Invertebrates are known as creatures that do not have backbones. Even though these creatures do not have backbones, they have been uniquely designed in order to survive. According to studies, most of these creatures are found in the sea and one of them is the Star Fish or also called as the Sea Star. Starfish's functions and ability to survive is not the same like other animals which make them unique in a different way. The starfish's body is hard and bony for protection purposes and they exist in a variety of colors for camouflage. Their essential functions in order to survive are as follows:
-The Ability to Regenerate: Starfishes have the ability to grow damaged and lost limbs or even their entire body as long as the center part is still present and intact. And this is their way of reproduction as well.
-Having Tube Feet: Its arms are covered with a suction-like tiny cups of tube feet. This unique design of the starfishes enables them to move and secure themselves, especially on rocks and ocean floors.
-Unique Feeding Ability: Sea Stars don't have mouths nor teeth to ingest food. Rather, these creatures have the ability to push open or turn their stomachs out and digest its food. After digestion, their stomachs retract back to their bodies.
-Vascular System: How starfishes survive does not rely on having hearts, brains and blood. Rather, they use the seawater. The seawater serves as the one the circulates inside the sea stars' bodies and this is when nutrients and oxygen are being transported and absorbed.
To divide the sex cells or gametes
Answer:
brine flies prefer warm temperatures to breed in, more brine flies means more food for the brine shrimp, so brine shrimp will be able to breed more as there's more food. and vice versa- in colder temperatures there would be less breeding of the flies, meaning less food for shrimps. therefore less breeding of shrimps)
Doppler blueshift is used in astronomy to determine relative motion: The Andromeda Galaxy is moving toward our own Milky Way galaxy within the Local Group; thus, when observed from Earth, its light is undergoing a blueshift.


**The task**
Whenever a line in this data holds the word "nSmall", report that line in full.

^^^^^^^^

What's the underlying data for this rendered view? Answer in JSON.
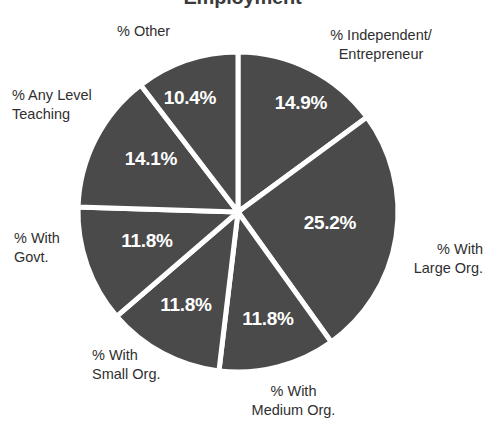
{
  "chart_data": {
    "type": "pie",
    "title": "Employment",
    "categories": [
      "% Independent/\nEntrepreneur",
      "% With\nLarge Org.",
      "% With\nMedium Org.",
      "% With\nSmall Org.",
      "% With\nGovt.",
      "% Any Level\nTeaching",
      "% Other"
    ],
    "values": [
      14.9,
      25.2,
      11.8,
      11.8,
      11.8,
      14.1,
      10.4
    ],
    "value_labels": [
      "14.9%",
      "25.2%",
      "11.8%",
      "11.8%",
      "11.8%",
      "14.1%",
      "10.4%"
    ],
    "xlabel": "",
    "ylabel": "",
    "legend": "none",
    "grid": false,
    "start_angle_deg": 0,
    "direction": "clockwise",
    "colors": {
      "slice_fill": "#4a4a4a",
      "slice_border": "#ffffff",
      "value_text": "#ffffff",
      "category_text": "#2f2f2f",
      "background": "#ffffff"
    },
    "geometry": {
      "center_x": 238,
      "center_y": 212,
      "radius": 160
    },
    "slices": [
      {
        "name": "% Independent/\nEntrepreneur",
        "value": 14.9,
        "value_label": "14.9%",
        "label_x": 301,
        "label_y": 104,
        "cat_x": 296,
        "cat_y": 26,
        "cat_width": 170,
        "cat_align": "align-center"
      },
      {
        "name": "% With\nLarge Org.",
        "value": 25.2,
        "value_label": "25.2%",
        "label_x": 330,
        "label_y": 224,
        "cat_x": 398,
        "cat_y": 240,
        "cat_width": 85,
        "cat_align": "align-right"
      },
      {
        "name": "% With\nMedium Org.",
        "value": 11.8,
        "value_label": "11.8%",
        "label_x": 268,
        "label_y": 320,
        "cat_x": 226,
        "cat_y": 382,
        "cat_width": 135,
        "cat_align": "align-center"
      },
      {
        "name": "% With\nSmall Org.",
        "value": 11.8,
        "value_label": "11.8%",
        "label_x": 186,
        "label_y": 306,
        "cat_x": 92,
        "cat_y": 346,
        "cat_width": 115,
        "cat_align": "align-left"
      },
      {
        "name": "% With\nGovt.",
        "value": 11.8,
        "value_label": "11.8%",
        "label_x": 147,
        "label_y": 242,
        "cat_x": 14,
        "cat_y": 229,
        "cat_width": 105,
        "cat_align": "align-left"
      },
      {
        "name": "% Any Level\nTeaching",
        "value": 14.1,
        "value_label": "14.1%",
        "label_x": 151,
        "label_y": 160,
        "cat_x": 12,
        "cat_y": 86,
        "cat_width": 115,
        "cat_align": "align-left"
      },
      {
        "name": "% Other",
        "value": 10.4,
        "value_label": "10.4%",
        "label_x": 190,
        "label_y": 99,
        "cat_x": 117,
        "cat_y": 22,
        "cat_width": 100,
        "cat_align": "align-left"
      }
    ]
  }
}
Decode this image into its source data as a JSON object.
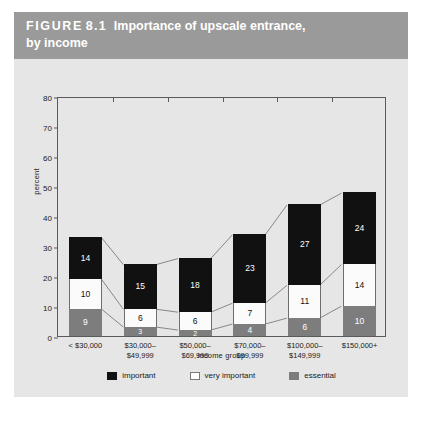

^^^^^^^^

**Task result**
      "% With\nSmall Org.",
        "name": "% With\nSmall Org.",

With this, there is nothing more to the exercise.